On Monday night, Newman didn’t walk away. He was cut out of his car and hauled away, carried in an ambulance down the same frontstretch where he had just wrecked and taken to the same nearby hospital where so many of his Daytona predecessors, including Earnhardt, exhaled their last earthly breaths. Nothing felt safe about it.
Denny Hamlin and Joe Gibbs explain the timeline of events at the end of the Daytona 500 and apologize for celebrating but admit they did not know the severity of Ryan Newman’s crash.
There will always be those who will argue that danger is the most important aspect of the sport. They’re the ones who like to point to the on-track sacrifices of Fireball Roberts, Joe Weatherly, Ayrton Senna and the countless rosters of the deceased from Daytona and Indianapolis. Those are the folks who love to quote Hemingway: “There are only three sports: bullfighting, motor racing, and mountaineering; all the rest are merely games.”
But give me A.J. Foyt, Mario Andretti, Richard Petty and the like. To quote another pretty good writer, Bruce Springsteen: “Personally, I like my gods old and grizzled and here … the exit in a blaze of glory is bulls–t.”
An hour after being in Victory Lane with Gibbs and Hamlin, I was standing with a pack of other reporters outside Halifax Medical Center, a place I used to frequent during those early-career darkest days of death, but that I hadn’t visited in a long, long time.
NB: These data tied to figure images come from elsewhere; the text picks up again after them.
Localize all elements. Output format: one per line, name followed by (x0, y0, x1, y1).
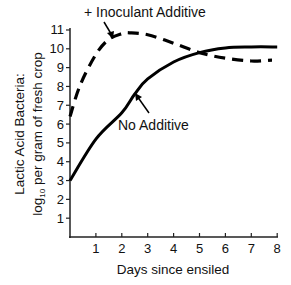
y-tick-label: 3 (57, 173, 64, 188)
svg-text:Lactic Acid Bacteria:: Lactic Acid Bacteria: (12, 73, 27, 195)
x-tick-label: 3 (144, 241, 151, 256)
y-axis-subtitle: log10 per gram of fresh crop (30, 52, 47, 215)
y-tick-label: 1 (57, 211, 64, 226)
series-inoculant-additive (70, 33, 272, 117)
lactic-acid-bacteria-chart: 1234567891011 12345678 Lactic Acid Bacte… (0, 0, 291, 285)
arrow-no-additive-icon (135, 93, 149, 113)
x-tick-label: 6 (222, 241, 229, 256)
series-no-additive (70, 47, 277, 181)
y-tick-label: 4 (57, 154, 64, 169)
y-tick-label: 11 (51, 22, 65, 37)
y-tick-label: 5 (57, 135, 64, 150)
y-tick-label: 8 (57, 79, 64, 94)
svg-text:log10 per gram of fresh crop: log10 per gram of fresh crop (30, 52, 47, 215)
y-tick-label: 9 (57, 60, 64, 75)
y-axis-title: Lactic Acid Bacteria: (12, 73, 27, 195)
y-tick-label: 10 (50, 41, 64, 56)
x-tick-label: 2 (118, 241, 125, 256)
y-axis: 1234567891011 (50, 22, 70, 238)
x-axis-title: Days since ensiled (117, 262, 230, 277)
x-tick-label: 1 (92, 241, 99, 256)
y-tick-label: 7 (57, 98, 64, 113)
x-tick-label: 8 (274, 241, 281, 256)
annotation-no-additive: No Additive (118, 117, 189, 133)
x-tick-label: 5 (196, 241, 203, 256)
x-tick-label: 7 (248, 241, 255, 256)
x-tick-label: 4 (170, 241, 177, 256)
annotation-inoculant-additive: + Inoculant Additive (84, 4, 206, 20)
y-tick-label: 2 (57, 192, 64, 207)
arrow-inoculant-icon (104, 22, 114, 39)
x-axis: 12345678 (69, 233, 281, 256)
y-tick-label: 6 (57, 117, 64, 132)
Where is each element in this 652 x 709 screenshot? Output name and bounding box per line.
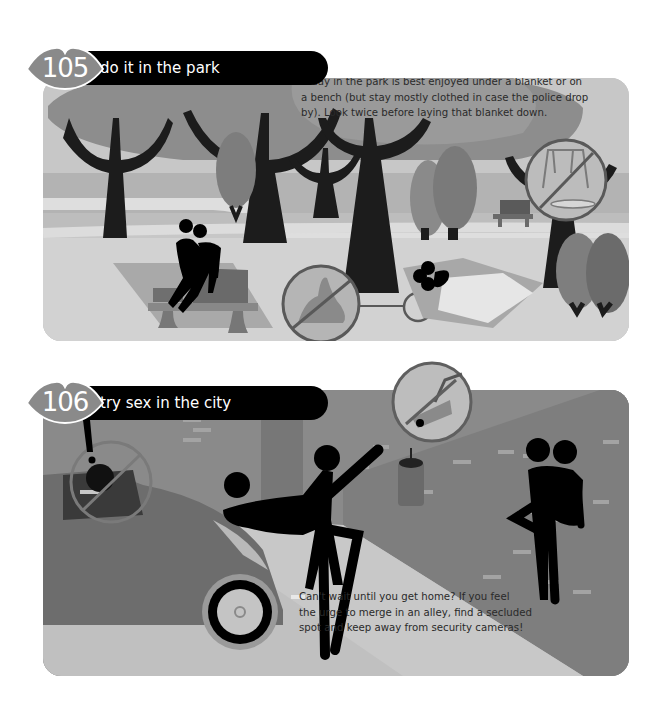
park-title-bar: do it in the park bbox=[75, 51, 328, 85]
security-camera-icon bbox=[390, 360, 474, 444]
city-title-bar: try sex in the city bbox=[75, 386, 328, 420]
park-caption-line-3: by). Look twice before laying that blank… bbox=[301, 105, 629, 121]
park-caption-line-1: A day in the park is best enjoyed under … bbox=[301, 78, 629, 90]
entry-number: 106 bbox=[25, 379, 105, 425]
city-caption: Can't wait until you get home? If you fe… bbox=[299, 589, 599, 636]
entry-number-badge-105: 105 bbox=[25, 45, 105, 91]
park-caption-line-2: a bench (but stay mostly clothed in case… bbox=[301, 90, 629, 106]
city-title: try sex in the city bbox=[100, 386, 231, 420]
park-caption: A day in the park is best enjoyed under … bbox=[301, 78, 629, 121]
city-caption-line-2: the urge to merge in an alley, find a se… bbox=[299, 605, 599, 621]
no-playground-icon bbox=[526, 140, 606, 220]
city-illustration-panel: Can't wait until you get home? If you fe… bbox=[43, 390, 629, 676]
city-caption-line-3: spot and keep away from security cameras… bbox=[299, 620, 599, 636]
city-caption-line-1: Can't wait until you get home? If you fe… bbox=[299, 589, 599, 605]
entry-number-badge-106: 106 bbox=[25, 379, 105, 425]
park-illustration-panel: A day in the park is best enjoyed under … bbox=[43, 78, 629, 341]
entry-number: 105 bbox=[25, 45, 105, 91]
park-title: do it in the park bbox=[100, 51, 220, 85]
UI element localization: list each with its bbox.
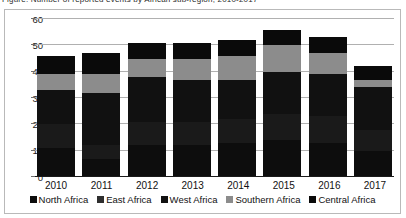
bar-segment[interactable]	[263, 140, 301, 177]
bar-segment[interactable]	[263, 72, 301, 114]
bar-segment[interactable]	[218, 40, 256, 56]
legend-item[interactable]: Southern Africa	[226, 194, 300, 205]
bar-segment[interactable]	[37, 56, 75, 74]
legend-swatch-icon	[309, 196, 316, 203]
bar-segment[interactable]	[128, 43, 166, 59]
legend-swatch-icon	[226, 196, 233, 203]
bar-segment[interactable]	[263, 30, 301, 46]
chart-frame: 0102030405060 20102011201220132014201520…	[4, 9, 401, 214]
stacked-bar[interactable]	[263, 30, 301, 177]
bar-segment[interactable]	[82, 145, 120, 158]
bar-segment[interactable]	[309, 37, 347, 53]
clipped-caption-text: Figure: Number of reported events by Afr…	[2, 0, 258, 4]
bar-segment[interactable]	[354, 66, 392, 79]
bar-segment[interactable]	[128, 145, 166, 177]
bar-segment[interactable]	[218, 143, 256, 177]
x-axis-tick-label: 2011	[83, 179, 121, 192]
legend-label: East Africa	[106, 194, 151, 205]
bar-segment[interactable]	[263, 45, 301, 71]
plot-area	[35, 19, 394, 177]
bar-segment[interactable]	[218, 56, 256, 80]
bar-series-container	[35, 19, 394, 177]
bar-segment[interactable]	[354, 87, 392, 129]
x-axis-tick-label: 2015	[265, 179, 303, 192]
bar-segment[interactable]	[37, 124, 75, 148]
x-axis-tick-label: 2012	[128, 179, 166, 192]
x-axis-baseline	[35, 176, 394, 178]
chart-legend: North AfricaEast AfricaWest AfricaSouthe…	[5, 194, 400, 205]
bar-segment[interactable]	[354, 80, 392, 88]
legend-swatch-icon	[161, 196, 168, 203]
legend-label: West Africa	[170, 194, 218, 205]
bar-segment[interactable]	[37, 148, 75, 177]
stacked-bar[interactable]	[37, 56, 75, 177]
bar-column[interactable]	[37, 19, 75, 177]
bar-segment[interactable]	[82, 53, 120, 74]
bar-segment[interactable]	[309, 143, 347, 177]
stacked-bar[interactable]	[128, 43, 166, 177]
stacked-bar[interactable]	[218, 40, 256, 177]
bar-segment[interactable]	[128, 77, 166, 122]
clipped-caption-strip: Figure: Number of reported events by Afr…	[0, 0, 406, 8]
bar-segment[interactable]	[309, 116, 347, 142]
bar-segment[interactable]	[128, 122, 166, 146]
bar-segment[interactable]	[82, 93, 120, 146]
bar-segment[interactable]	[37, 74, 75, 90]
bar-segment[interactable]	[354, 151, 392, 177]
legend-label: Southern Africa	[235, 194, 300, 205]
bar-segment[interactable]	[82, 74, 120, 92]
stacked-bar[interactable]	[173, 43, 211, 177]
legend-swatch-icon	[97, 196, 104, 203]
legend-item[interactable]: North Africa	[30, 194, 89, 205]
legend-label: North Africa	[39, 194, 89, 205]
bar-segment[interactable]	[173, 80, 211, 122]
x-axis-labels: 20102011201220132014201520162017	[35, 179, 396, 192]
bar-column[interactable]	[263, 19, 301, 177]
bar-segment[interactable]	[218, 119, 256, 143]
bar-column[interactable]	[354, 19, 392, 177]
bar-column[interactable]	[309, 19, 347, 177]
bar-segment[interactable]	[82, 159, 120, 177]
stacked-bar[interactable]	[309, 37, 347, 177]
legend-swatch-icon	[30, 196, 37, 203]
bar-column[interactable]	[173, 19, 211, 177]
stacked-bar[interactable]	[354, 66, 392, 177]
legend-item[interactable]: East Africa	[97, 194, 151, 205]
bar-segment[interactable]	[218, 80, 256, 120]
x-axis-tick-label: 2010	[37, 179, 75, 192]
bar-segment[interactable]	[354, 130, 392, 151]
bar-segment[interactable]	[173, 122, 211, 146]
bar-column[interactable]	[82, 19, 120, 177]
bar-segment[interactable]	[173, 43, 211, 59]
bar-segment[interactable]	[173, 145, 211, 177]
bar-segment[interactable]	[263, 114, 301, 140]
bar-segment[interactable]	[128, 59, 166, 77]
bar-segment[interactable]	[309, 53, 347, 74]
x-axis-tick-label: 2013	[174, 179, 212, 192]
x-axis-tick-label: 2014	[219, 179, 257, 192]
legend-item[interactable]: Central Africa	[309, 194, 375, 205]
x-axis-tick-label: 2016	[310, 179, 348, 192]
legend-item[interactable]: West Africa	[161, 194, 218, 205]
chart-plot: 0102030405060	[27, 15, 398, 177]
legend-label: Central Africa	[318, 194, 375, 205]
bar-segment[interactable]	[37, 90, 75, 124]
bar-column[interactable]	[218, 19, 256, 177]
bar-segment[interactable]	[309, 74, 347, 116]
stacked-bar[interactable]	[82, 53, 120, 177]
bar-column[interactable]	[128, 19, 166, 177]
bar-segment[interactable]	[173, 59, 211, 80]
x-axis-tick-label: 2017	[356, 179, 394, 192]
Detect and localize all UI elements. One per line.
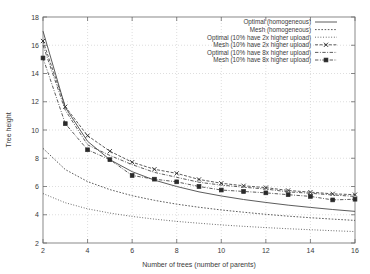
y-tick-label: 16 (31, 42, 39, 49)
data-point-marker-square (331, 198, 335, 202)
tree-height-line-chart: 24681012141618246810121416 Number of tre… (0, 0, 370, 274)
data-point-marker-square (108, 158, 112, 162)
y-tick-label: 14 (31, 70, 39, 77)
x-tick-label: 14 (307, 247, 315, 254)
x-tick-label: 16 (351, 247, 359, 254)
x-axis-title: Number of trees (number of parents) (142, 261, 256, 269)
y-tick-label: 2 (35, 240, 39, 247)
x-tick-label: 2 (41, 247, 45, 254)
data-point-marker-square (41, 56, 45, 60)
data-point-marker-square (353, 197, 357, 201)
y-tick-label: 12 (31, 98, 39, 105)
legend-label-5: Mesh (10% have 8x higher upload) (213, 56, 311, 64)
y-axis-title: Tree height (5, 112, 13, 147)
x-tick-label: 6 (130, 247, 134, 254)
data-point-marker-square (175, 180, 179, 184)
x-tick-label: 4 (86, 247, 90, 254)
data-point-marker-square (309, 194, 313, 198)
data-point-marker-square (86, 148, 90, 152)
data-point-marker-square (219, 188, 223, 192)
data-point-marker-square (130, 174, 134, 178)
y-tick-label: 8 (35, 155, 39, 162)
chart-container: 24681012141618246810121416 Number of tre… (0, 0, 370, 274)
data-point-marker-square (264, 191, 268, 195)
y-tick-label: 4 (35, 211, 39, 218)
data-point-marker-square (324, 58, 328, 62)
y-tick-label: 6 (35, 183, 39, 190)
data-point-marker-square (153, 177, 157, 181)
y-tick-label: 10 (31, 127, 39, 134)
data-point-marker-square (197, 185, 201, 189)
data-point-marker-square (63, 122, 67, 126)
x-tick-label: 10 (217, 247, 225, 254)
y-tick-label: 18 (31, 14, 39, 21)
x-tick-label: 8 (175, 247, 179, 254)
x-tick-label: 12 (262, 247, 270, 254)
data-point-marker-square (286, 193, 290, 197)
data-point-marker-square (242, 190, 246, 194)
chart-background (0, 0, 370, 274)
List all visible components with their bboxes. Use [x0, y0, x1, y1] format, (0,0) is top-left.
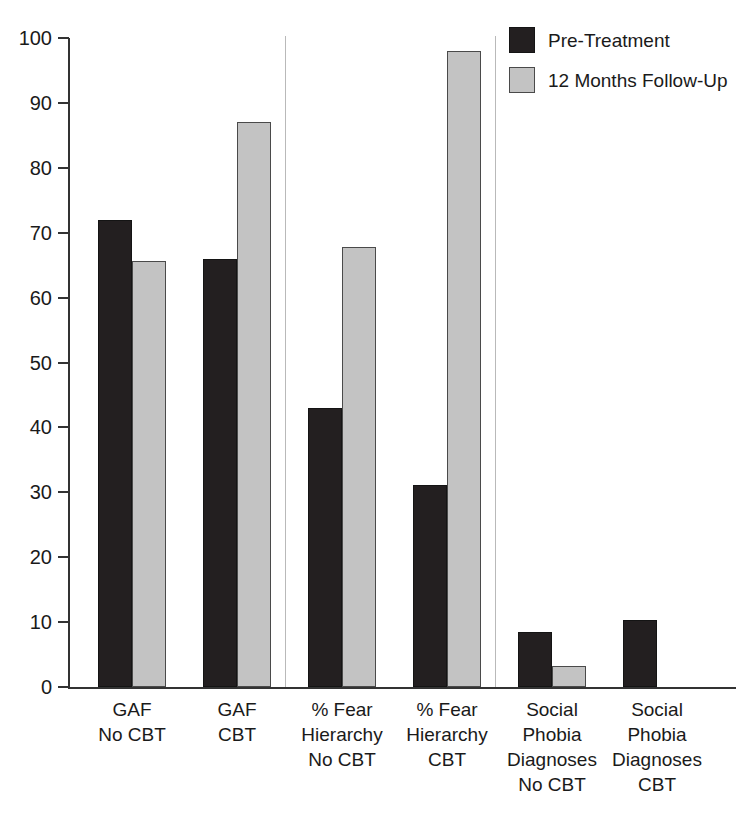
y-tick-label: 100 — [19, 28, 52, 48]
y-tick-mark — [58, 491, 69, 493]
y-tick-label: 50 — [30, 353, 52, 373]
legend-label: Pre-Treatment — [548, 31, 670, 50]
group-separator-line — [495, 36, 496, 687]
y-tick-mark — [58, 556, 69, 558]
y-tick-mark — [58, 297, 69, 299]
x-axis-line — [68, 687, 736, 689]
y-tick-mark — [58, 167, 69, 169]
y-tick-mark — [58, 362, 69, 364]
y-tick-mark — [58, 102, 69, 104]
y-tick-label: 10 — [30, 612, 52, 632]
legend-item-pre-treatment: Pre-Treatment — [509, 24, 728, 56]
y-tick-label: 70 — [30, 223, 52, 243]
bar — [132, 261, 166, 687]
bar-chart: 0102030405060708090100 GAF No CBTGAF CBT… — [0, 0, 744, 821]
group-separator-line — [285, 36, 286, 687]
y-tick-mark — [58, 232, 69, 234]
y-tick-mark — [58, 426, 69, 428]
y-tick-label: 0 — [41, 677, 52, 697]
bar — [413, 485, 447, 687]
y-tick-label: 90 — [30, 93, 52, 113]
bar — [237, 122, 271, 687]
bar — [623, 620, 657, 687]
y-tick-mark — [58, 621, 69, 623]
legend-swatch-icon — [509, 27, 535, 53]
legend-label: 12 Months Follow-Up — [548, 71, 728, 90]
bar — [203, 259, 237, 687]
bar — [342, 247, 376, 687]
y-tick-label: 40 — [30, 417, 52, 437]
y-tick-label: 20 — [30, 547, 52, 567]
legend-item-12-months-follow-up: 12 Months Follow-Up — [509, 64, 728, 96]
bar — [552, 666, 586, 687]
bar — [518, 632, 552, 687]
bar — [308, 408, 342, 687]
y-tick-mark — [58, 686, 69, 688]
bar — [98, 220, 132, 687]
y-tick-label: 80 — [30, 158, 52, 178]
y-tick-label: 30 — [30, 482, 52, 502]
y-tick-label: 60 — [30, 288, 52, 308]
legend-swatch-icon — [509, 67, 535, 93]
legend: Pre-Treatment 12 Months Follow-Up — [509, 24, 728, 104]
x-axis-category-label: Social Phobia Diagnoses CBT — [587, 697, 727, 797]
bar — [447, 51, 481, 687]
y-tick-mark — [58, 37, 69, 39]
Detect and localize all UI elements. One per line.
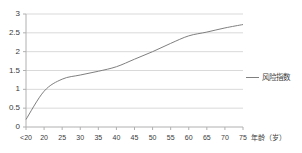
- legend-line-swatch: [246, 77, 259, 78]
- chart-legend: 风险指数: [246, 73, 290, 82]
- legend-label-risk-index: 风险指数: [262, 73, 290, 82]
- y-axis-tick-label: 2: [2, 47, 20, 56]
- y-axis-tick-label: 3: [2, 9, 20, 18]
- y-axis-tick-label: 0.5: [2, 103, 20, 112]
- gridlines: [26, 14, 243, 108]
- y-axis-tick-label: 1: [2, 84, 20, 93]
- y-axis-tick-label: 1.5: [2, 66, 20, 75]
- y-axis-tick-label: 2.5: [2, 28, 20, 37]
- x-axis-title: 年龄（岁）: [251, 133, 286, 142]
- series-line-risk-index: [26, 25, 243, 120]
- y-axis-tick-label: 0: [2, 122, 20, 131]
- risk-index-line-chart: 00.511.522.53 <2020253035404550556065707…: [0, 0, 302, 153]
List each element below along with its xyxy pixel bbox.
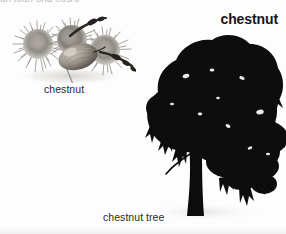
- illustration-page: un toon ond cosro chestnut: [0, 0, 286, 234]
- page-title: chestnut: [220, 11, 278, 27]
- chestnut-burrs-graphic: [8, 16, 136, 84]
- caption-chestnut: chestnut: [44, 83, 84, 95]
- caption-chestnut-tree: chestnut tree: [103, 211, 164, 223]
- chestnut-tree-graphic: [142, 26, 286, 226]
- chestnut-burrs-image: [8, 16, 136, 84]
- bottom-band: [0, 225, 286, 234]
- clipped-top-text: un toon ond cosro: [0, 0, 132, 4]
- chestnut-tree-image: [142, 26, 286, 226]
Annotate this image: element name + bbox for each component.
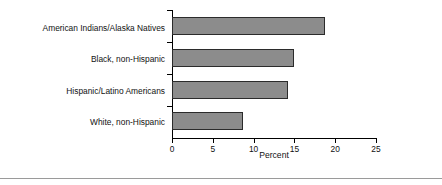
y-axis-tick-top [167, 10, 172, 11]
category-label-1: Black, non-Hispanic [4, 54, 169, 64]
bar-chart-figure: American Indians/Alaska Natives Black, n… [0, 0, 442, 185]
plot-area: 0 5 10 15 20 25 [172, 10, 376, 138]
y-axis-tick-2 [167, 74, 172, 75]
category-axis-labels: American Indians/Alaska Natives Black, n… [0, 0, 169, 140]
y-axis-tick-1 [167, 42, 172, 43]
x-axis-tick-4 [335, 138, 336, 143]
bottom-divider [0, 178, 442, 179]
x-axis-tick-0 [172, 138, 173, 143]
bar-black-non-hispanic [172, 49, 294, 67]
x-axis-tick-1 [213, 138, 214, 143]
y-axis-tick-3 [167, 106, 172, 107]
bar-white-non-hispanic [172, 112, 243, 130]
category-label-0: American Indians/Alaska Natives [4, 23, 169, 33]
x-axis-line [172, 138, 376, 139]
x-axis-tick-2 [254, 138, 255, 143]
category-label-3: White, non-Hispanic [4, 117, 169, 127]
category-label-2: Hispanic/Latino Americans [4, 86, 169, 96]
x-axis-tick-3 [294, 138, 295, 143]
x-axis-title: Percent [172, 150, 376, 160]
bar-american-indians-alaska-natives [172, 17, 325, 35]
x-axis-tick-5 [376, 138, 377, 143]
bar-hispanic-latino-americans [172, 81, 288, 99]
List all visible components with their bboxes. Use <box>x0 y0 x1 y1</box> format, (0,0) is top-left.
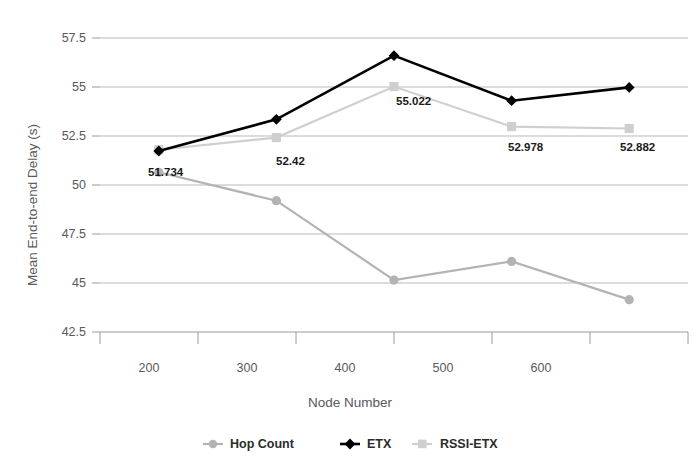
y-axis-title: Mean End-to-end Delay (s) <box>25 124 40 286</box>
x-axis-title: Node Number <box>308 395 393 410</box>
circle-marker <box>389 275 398 284</box>
series-etx <box>153 50 634 156</box>
y-tick-labels: 57.5 55 52.5 50 47.5 45 42.5 <box>62 31 86 339</box>
legend-label-rssi-etx: RSSI-ETX <box>440 437 498 451</box>
y-tick-label: 47.5 <box>62 227 86 241</box>
data-value-label: 51.734 <box>148 166 184 178</box>
series-hop-count <box>154 168 634 305</box>
circle-marker <box>272 196 281 205</box>
legend-item-rssi-etx[interactable]: RSSI-ETX <box>412 437 498 451</box>
data-value-label: 52.42 <box>276 155 305 167</box>
legend-label-hop-count: Hop Count <box>230 437 295 451</box>
x-axis <box>100 332 688 344</box>
diamond-marker <box>389 50 400 61</box>
y-tick-label: 52.5 <box>62 129 86 143</box>
gridlines <box>100 38 688 283</box>
diamond-marker <box>506 95 517 106</box>
x-tick-label: 600 <box>531 361 552 375</box>
circle-marker <box>625 295 634 304</box>
diamond-marker <box>271 114 282 125</box>
legend: Hop Count ETX RSSI-ETX <box>203 437 498 451</box>
data-value-label: 52.882 <box>620 141 655 153</box>
square-marker-icon <box>418 440 427 449</box>
x-tick-label: 500 <box>433 361 454 375</box>
circle-marker-icon <box>209 440 217 448</box>
y-tick-label: 55 <box>72 80 86 94</box>
series-line-etx <box>159 56 629 151</box>
chart-container: 57.5 55 52.5 50 47.5 45 42.5 200 300 400… <box>0 0 699 474</box>
x-tick-labels: 200 300 400 500 600 <box>139 361 552 375</box>
legend-label-etx: ETX <box>367 437 392 451</box>
y-tick-marks <box>92 38 100 332</box>
data-value-label: 52.978 <box>508 141 544 153</box>
y-tick-label: 50 <box>72 178 86 192</box>
legend-item-hop-count[interactable]: Hop Count <box>203 437 295 451</box>
diamond-marker-icon <box>345 439 356 450</box>
series-markers-etx <box>153 50 634 156</box>
series-rssi-etx <box>154 82 634 154</box>
y-tick-label: 45 <box>72 276 86 290</box>
square-marker <box>625 124 634 133</box>
diamond-marker <box>624 82 635 93</box>
square-marker <box>507 122 516 131</box>
y-tick-label: 57.5 <box>62 31 86 45</box>
y-tick-label: 42.5 <box>62 325 86 339</box>
data-value-label: 55.022 <box>396 95 431 107</box>
x-tick-label: 400 <box>335 361 356 375</box>
line-chart: 57.5 55 52.5 50 47.5 45 42.5 200 300 400… <box>0 0 699 474</box>
x-tick-label: 200 <box>139 361 160 375</box>
circle-marker <box>507 257 516 266</box>
square-marker <box>389 82 398 91</box>
square-marker <box>272 133 281 142</box>
legend-item-etx[interactable]: ETX <box>340 437 392 451</box>
x-tick-label: 300 <box>237 361 258 375</box>
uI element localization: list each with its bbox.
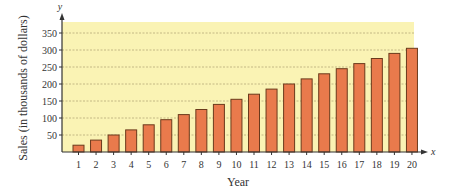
x-tick-label: 2 [94,159,99,170]
bar [301,79,312,152]
bar [91,140,102,152]
bar [354,64,365,152]
x-tick-label: 18 [372,159,382,170]
x-axis-arrow-icon [421,150,428,155]
x-axis-letter: x [430,146,436,157]
bar [336,69,347,152]
x-tick-label: 7 [181,159,186,170]
y-axis-arrow-icon [60,13,65,20]
x-axis-title: Year [227,175,249,189]
bar [126,130,137,152]
bar [406,48,417,152]
bar [161,120,172,152]
x-tick-label: 10 [231,159,241,170]
y-tick-label: 300 [42,45,57,56]
x-tick-label: 11 [249,159,259,170]
y-tick-labels: 50100150200250300350 [42,28,57,141]
bar [319,74,330,152]
y-tick-label: 250 [42,62,57,73]
bar [73,145,84,152]
x-tick-label: 6 [164,159,169,170]
x-tick-label: 17 [354,159,364,170]
x-tick-label: 13 [284,159,294,170]
y-axis-title: Sales (in thousands of dollars) [16,15,30,160]
bar [389,53,400,152]
y-tick-label: 200 [42,79,57,90]
x-tick-label: 3 [111,159,116,170]
bar [266,89,277,152]
bar [143,125,154,152]
bar [284,84,295,152]
x-tick-label: 9 [216,159,221,170]
bar [371,59,382,153]
x-tick-label: 16 [337,159,347,170]
bar [196,110,207,153]
y-tick-label: 100 [42,113,57,124]
x-tick-label: 8 [199,159,204,170]
bar [213,104,224,152]
x-tick-label: 20 [407,159,417,170]
bar-chart: 50100150200250300350 1234567891011121314… [0,0,449,192]
x-tick-label: 1 [76,159,81,170]
bar [231,99,242,152]
x-tick-label: 15 [319,159,329,170]
bar [249,94,260,152]
x-tick-label: 12 [267,159,277,170]
x-tick-label: 19 [389,159,399,170]
bar [108,135,119,152]
y-tick-label: 150 [42,96,57,107]
x-tick-label: 5 [146,159,151,170]
bar [178,115,189,152]
x-tick-labels: 1234567891011121314151617181920 [76,152,417,170]
y-tick-label: 350 [42,28,57,39]
y-tick-label: 50 [47,130,57,141]
x-tick-label: 14 [302,159,312,170]
x-tick-label: 4 [129,159,134,170]
y-axis-letter: y [57,1,63,12]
There were several NASCAR fans hanging about, waiting with the media corps as we all waited on an official update. When it came — “Ryan Newman … serious condition … but non-life-threatening injuries” — some of those fans let out a cheer. Most of my fellow veteran reporters hopped back into their cars to go back to the racetrack.
Was the feeling that came with that announcement relief? Sure. But really, it felt more like a bullet dodged. A reminder that in this sport, the specter of death never fully goes away even when we are afforded the luxury of forgetting about it. Even when we are lulled to sleep about the dangers, when we become safety spoiled.
One young reporter hid behind a news van, burning a cigarette as her hands shook. “You ever had to deal with this before?”
I told her, all the time, but not in a long time.
“I can’t look at that crash anymore. I really thought Newman was dead. Did you?”
I did. We all did. For one night, that old Daytona feeling came back, for the first time in a long time. I hadn’t missed it.